> DATA SUPPLIED
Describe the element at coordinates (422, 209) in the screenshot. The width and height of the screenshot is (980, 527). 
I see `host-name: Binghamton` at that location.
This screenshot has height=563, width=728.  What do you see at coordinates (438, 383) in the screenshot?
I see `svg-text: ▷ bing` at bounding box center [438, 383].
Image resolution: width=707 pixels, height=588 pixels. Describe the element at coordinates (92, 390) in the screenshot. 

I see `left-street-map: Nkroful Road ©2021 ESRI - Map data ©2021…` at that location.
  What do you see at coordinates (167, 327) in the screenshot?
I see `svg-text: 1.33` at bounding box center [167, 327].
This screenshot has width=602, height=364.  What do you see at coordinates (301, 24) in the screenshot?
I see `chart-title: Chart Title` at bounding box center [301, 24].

==

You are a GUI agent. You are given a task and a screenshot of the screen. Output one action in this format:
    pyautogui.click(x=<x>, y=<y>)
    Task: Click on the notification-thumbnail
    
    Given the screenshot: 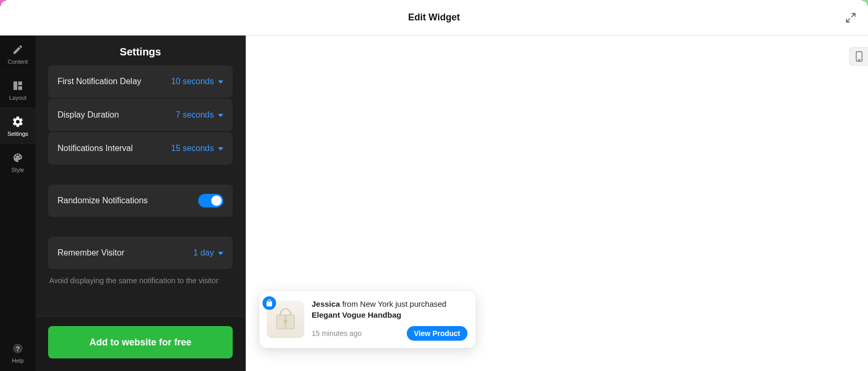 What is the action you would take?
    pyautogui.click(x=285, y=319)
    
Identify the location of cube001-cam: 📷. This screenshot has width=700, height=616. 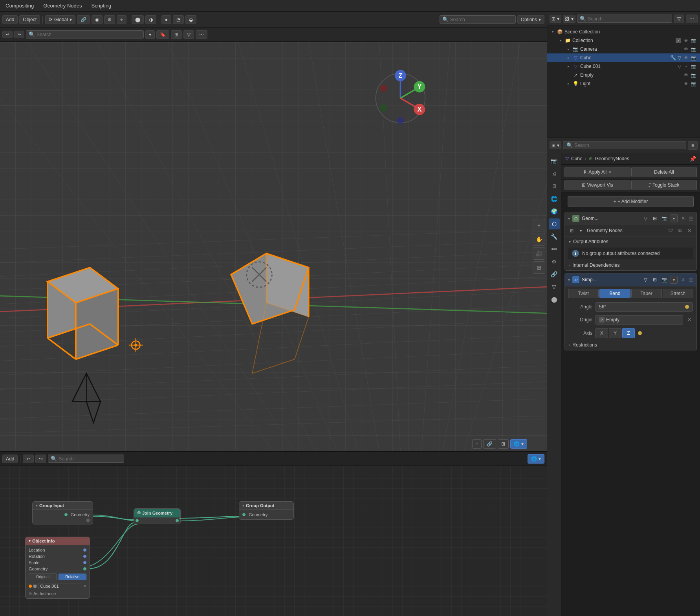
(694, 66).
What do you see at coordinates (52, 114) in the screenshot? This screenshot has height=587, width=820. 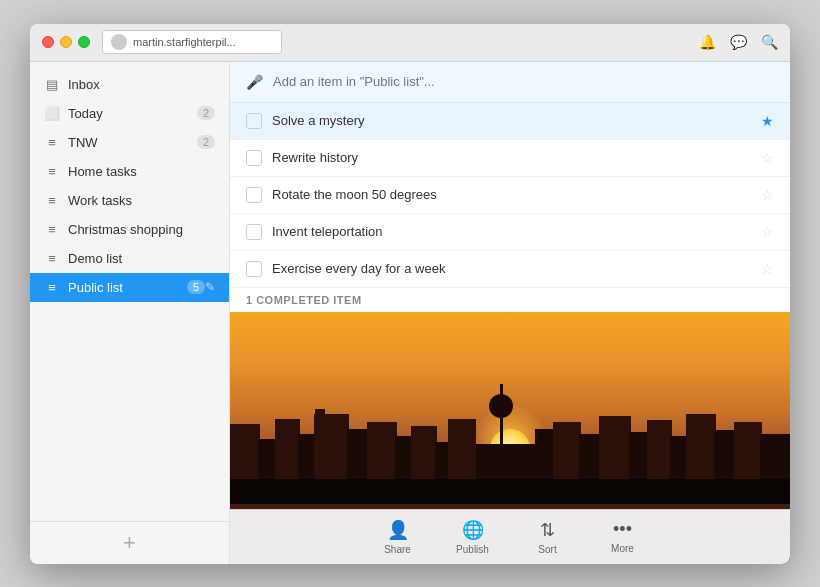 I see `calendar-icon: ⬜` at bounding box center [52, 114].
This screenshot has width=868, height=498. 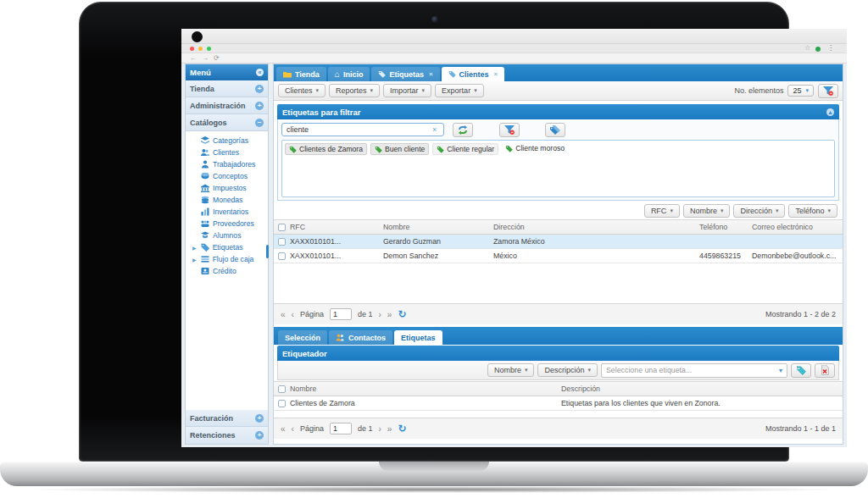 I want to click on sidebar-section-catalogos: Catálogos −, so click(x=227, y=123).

> HOW TO COMPLETE THIS TASK
Take the entries above and return only the lines from the one with "You are a GUI" to the one with "Task: Click on the notification-thumbnail", both included, unchanged.

> EXERCISE ANSWER
You are a GUI agent. You are given a task and a screenshot of the screen. Output one action in this format:
    pyautogui.click(x=<x>, y=<y>)
    Task: Click on the notification-thumbnail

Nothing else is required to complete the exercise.